Why Strings as Classes?

Dee Girl deegirl at noreply.com
Wed Aug 27 11:11:45 PDT 2008


Michiel Helvensteijn Wrote:

> Dee Girl wrote:
> 
> >> >> But putting that aside for the moment, are you saying you would allow
> >> >> yourself to be deceived by a syntax detail? No, mentally attaching
> >> >> O(1) to the *subscripting operator* is simply a legacy from C, where
> >> >> it is syntactic sugar for pointer arithmetic.
> >> > 
> >> > I do not think so. I am sorry. If a[n] is not allowed then other array
> >> > access primitive is allowed. Give index(a, n) as example. If language
> >> > say index(a, n) is array access then it is big mistake for list to also
> >> > define index(a, n). List maybe should define findAt(a, n). Then array
> >> > also can define findAt(a, n). It is not mistake.
> >> 
> >> Yes, I agree for "array access". That term implies O(1), since it uses
> >> the word "array". But I was argueing against the subscripting operator to
> >> be forced into O(1).
> > 
> > I am sorry. I do not understand your logic. My logic was this. Language
> > has a[n] for array index. My opinion was then a[n] should not be linear
> > search. I said also you can replace a[n] with index(a, n) and my same
> > reason is the same. How are you argueing?
> 
> Let me try again. I agree that you may impose complexity-restrictions in
> function contracts. If you write a function called index(a, n), you may
> impose the O(log n) syntax, for all I care. But the a[n] syntax is so
> convenient that I would hate for it to be likewise restricted. I would like
> to use it for lists and associative containers and the complexity may be
> O(n). The programmer should just be careful.

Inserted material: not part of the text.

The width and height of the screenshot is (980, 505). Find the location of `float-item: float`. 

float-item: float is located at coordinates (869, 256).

Thank you for trying again. Thank you! I understand. Yes, a[n] is very convenient! And I would have agree 100% with you if a[n] was not build in language for array access. But because of that I 100% disagree ^_^.

I also think there is objective mistake. In concrete code programmer can be careful. But in generic code programmer can not be careful. I think this must to be explained better. But I am not sure I can.

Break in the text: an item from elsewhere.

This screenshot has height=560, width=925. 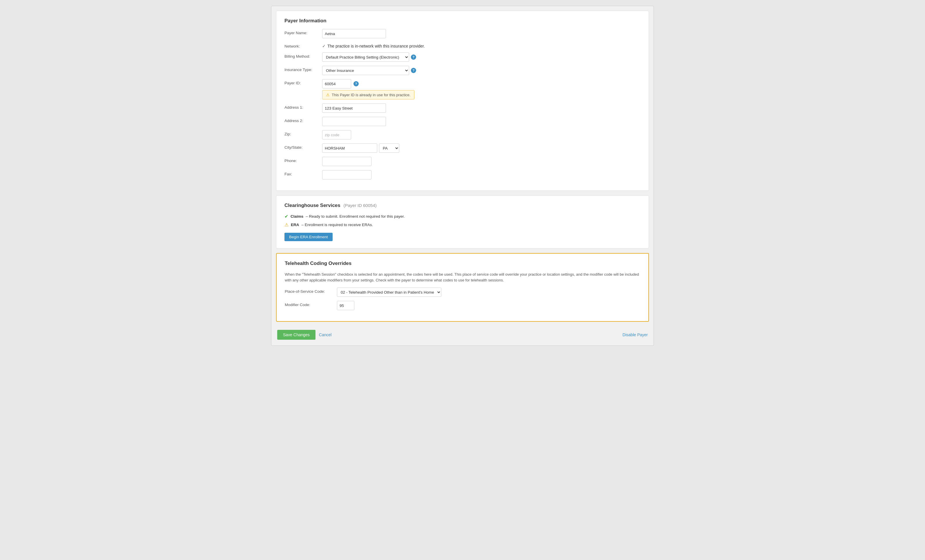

> > I did not want to get in this discussion. I see how it is confusing fast
> > ^_^.
> 
> I find much of this subthread confusing. (Starting with the discussion of
> Benji and superdan). It looks to me like 80% of the discussion is based on
> misunderstandings.
> 
> >> Amortized complexity has nothing to do with it. Dynamic arrays have to
> >> copy their elements and lists do not. It's as simple as that.
> > 
> > No, it is not. I am sorry! In STL there is copy. In D there is std.move. I
> > think it only copies data by bits and clears source. And amortized
> > complexity shows that there is o(1) bit copy on many append.
> 
> Yes, a bit-copy would be ok. I was thinking of executing the potentially
> more expensive copy constructor. It's nice that D doesn't have to do this.
> 
> >> STL will choose the right sorting algorithm, given a specific
> >> data-structure. But I am saying it may be possible also for the
> >> data-structure to be automatically chosen, based on what the programmer
> >> does with it.
> > 
> > I think this is interesting. Then why argueing for bad container design? I
> > do not understand. Thank you, Dee Girl.
> 
> Where am I argueing for bad design? All I've been arguing for is looser
> restrictions for the subscripting operator. You should be able to use it on
> a list, even though the complexity is O(n). But if it is used often enough
> (in a deeply nested loop), the compiler will probably automatically use an
> array instead.

The idea is nice. But I think it can not be done. Tool is not mind reader. If I make some insert and some index. They want different structure. How does the tool know what I want fast?

I say you want bad design because tool does not exist. So we do not have the tool. But we can make good library with what we have. I am sure you can write library with a[n] in O(n). And it works. But I say is more inferior design than STL. Because your library allows things that should not work and does not warn programmer.